Ruth: I’m thankful for the opportunity to have heard these panelists. A common thread among the presentations, a thread that continued through the roundtable and keynote and into the evening, was the notion that diligent attention to student voices is not only urgent and necessary for innovation in WIC, but also vital for the professional development of instructors as they teach and write in the disciplines. Deanna Lloyd provided us with details of student feedback for each of her modules, and these details helped the audience to understand her investment in the subject matter of her class. Many in the audience told Deanna later that they would have liked to take the class that integrates inclusion with environmental studies.
Charlotte Headrick
Following the panel, a roundtable of WIC faculty shared their experiences:
Lauren Dalton (Biochemistry and Biophysics)
Mark Edwards (Sociology)
Kate Field (BioResource Research)
Claudia Ingham (Animal Sciences)
Matthew Powers (Forest Engineering, Resources and Management)
Janet Tate (Physics)
Ruth: I was invested in Lauren’s discussion of the ways that she teaches transitions in the writing process, and how she often encounters transition-less paragraphs in student writing; Lauren calls these paragraphs “fact islands,” as they are disconnected from the “archipelago” of the context that the student is pursuing in writing about a topic. Throughout the roundtable I was encouraged by the speakers’ commitment to helping their students engage with discipline-specific values in the writing process. They all showed great enthusiasm for the content that they teach, and their anecdotes demonstrated their successes at making processes of writing in the disciplines more transparent for their students. With regard to this metacognitive transparency, I especially appreciated Mark Edwards’ strategy of writing a letter, or memo, to the class to alert them to things that many writers struggled with in completing an assignment. This strategy positions the instructor within the community of student writers and provides students with a new genre to mediate their classroom experiences with writing.
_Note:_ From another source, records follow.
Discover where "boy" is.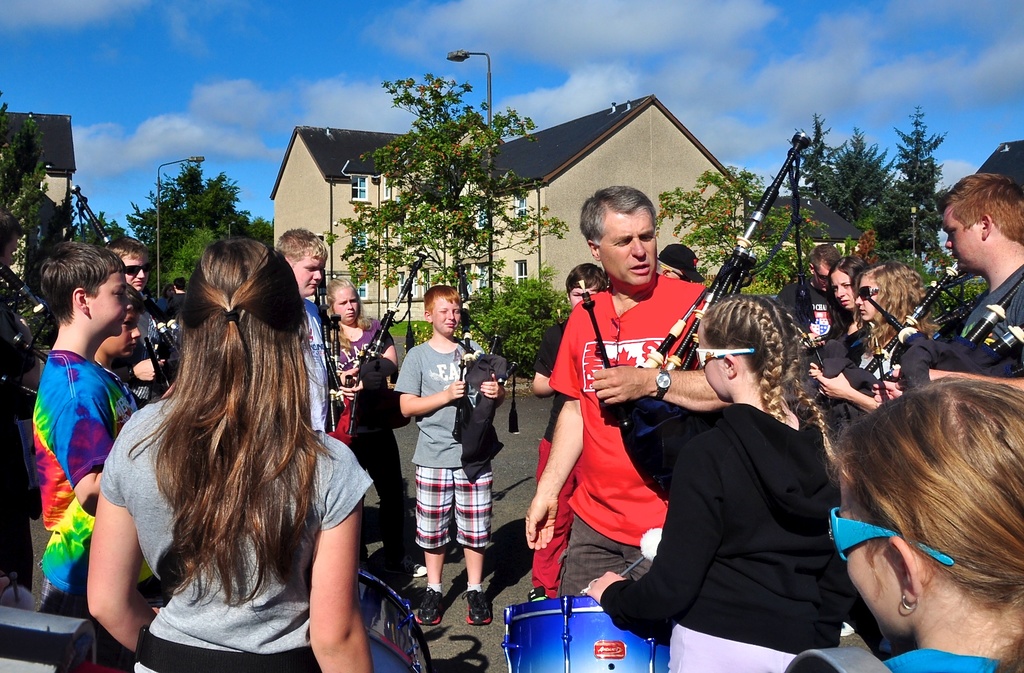
Discovered at locate(776, 243, 840, 348).
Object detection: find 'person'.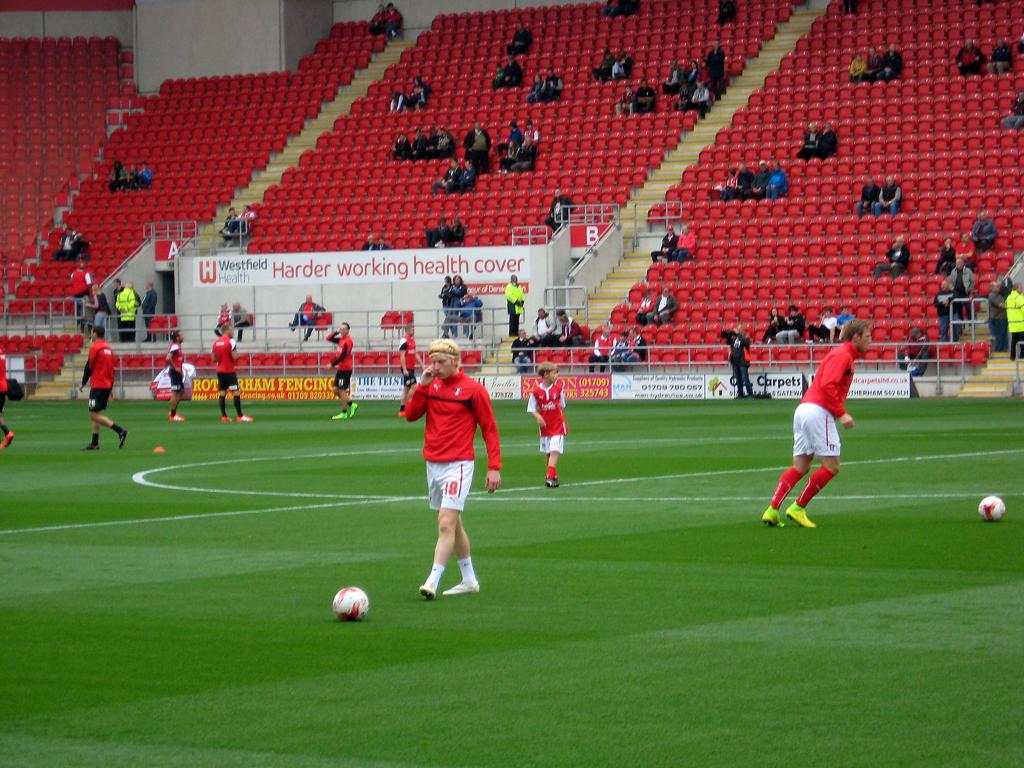
bbox=[290, 295, 326, 344].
The Roundtable on teaching writing in the disciplines.
Marisa: I liked Lauren’s strategy of end-of-class notecards just as check-ins with her students after every meeting. I’ve been employing attendance sheets in my own teaching, but I think her strategy is a little cleaner and allows for more trust and more opportunities for students to reach out.
Janet Tate discussed the role of professional societies when teaching her Physics students about writing; she also pointed out the “true-statement-trap” that many of her students fall into when they think stating the facts is equivalent to writing well. When Claudia Ingham teaches science writing to Animal Science majors, she uses “ROTs”–Rules of Thumb–to both point out and poke fun at the writing conventions of her discipline.
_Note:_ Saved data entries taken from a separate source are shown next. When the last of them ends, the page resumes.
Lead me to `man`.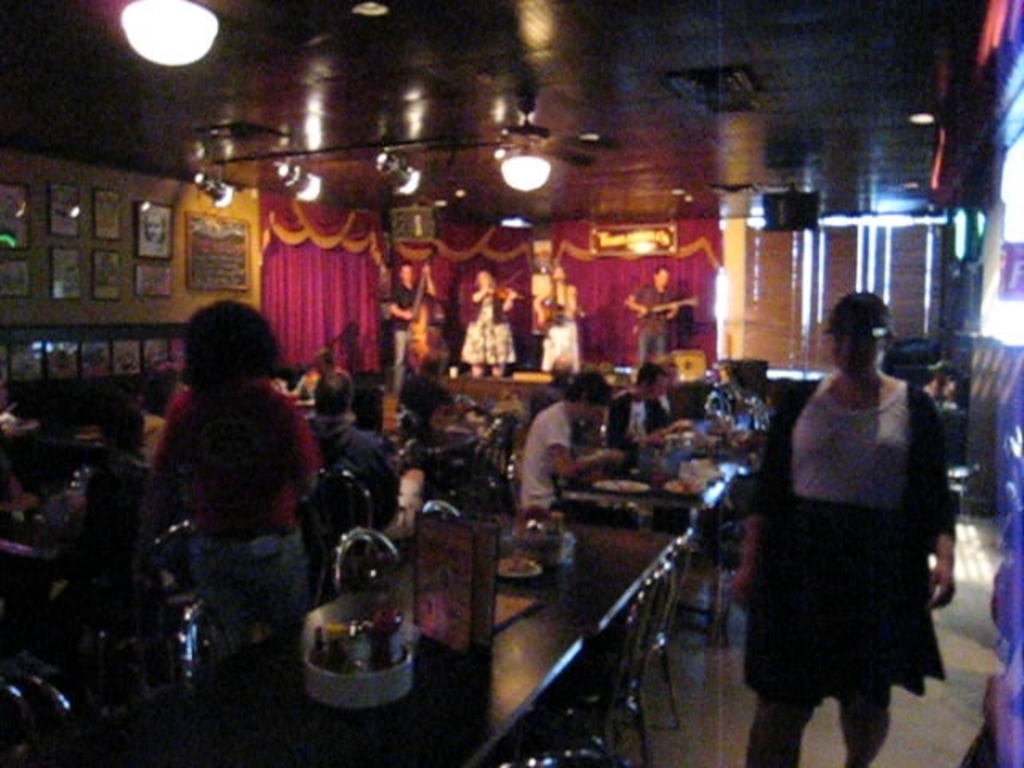
Lead to left=528, top=373, right=630, bottom=520.
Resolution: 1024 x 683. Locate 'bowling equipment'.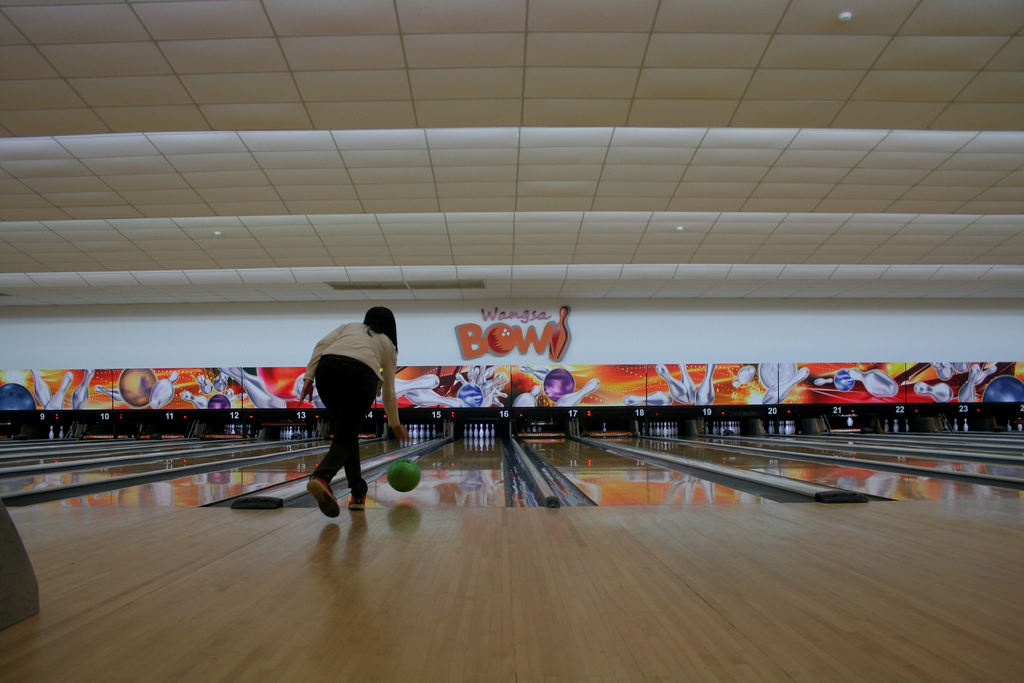
515:382:546:409.
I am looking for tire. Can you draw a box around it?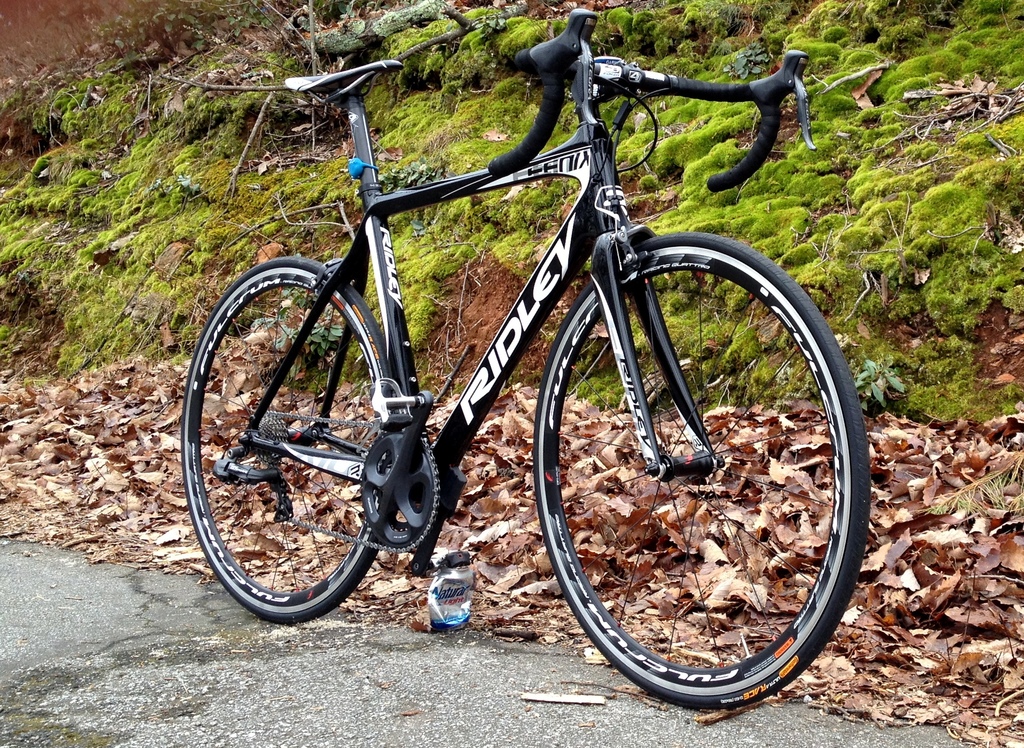
Sure, the bounding box is box=[531, 230, 871, 709].
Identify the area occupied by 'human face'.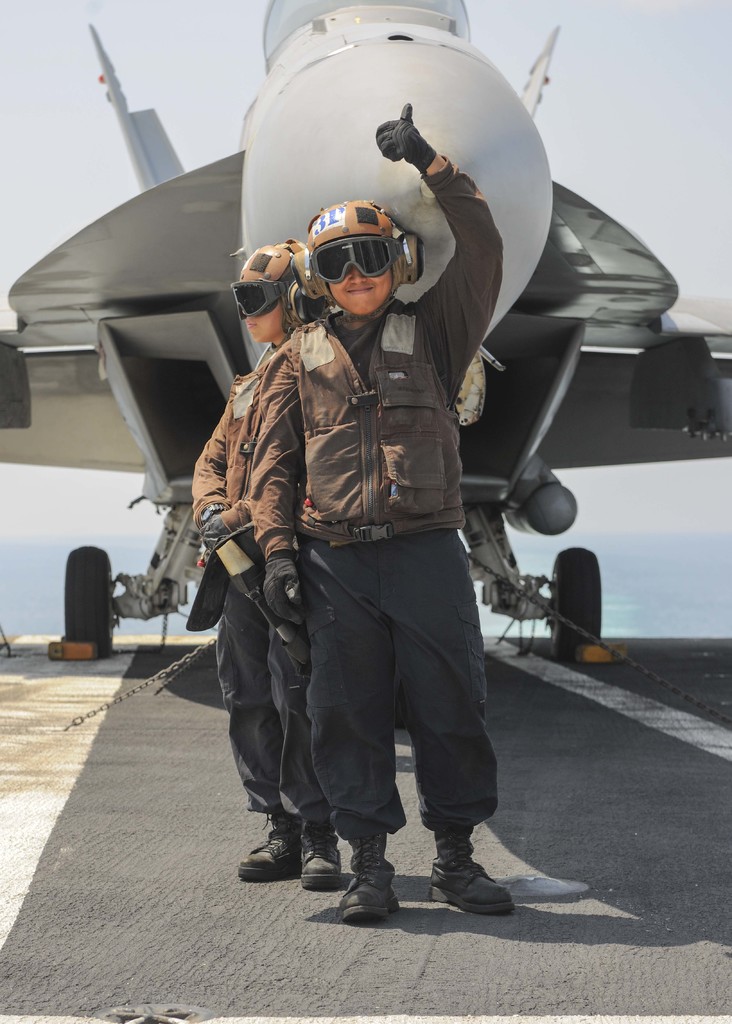
Area: select_region(244, 295, 289, 348).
These WIC faculty also listed their favorite (unofficial) WIC outcomes: student ownership of writing; students having fun with and becoming invested in their topic; students being able to become experts in one of their interests; and student use of writing-to-think.
Overall, as the roundtable continued, more and more of the audience got involved, turning the event into a discussion–something that was productive for everyone there.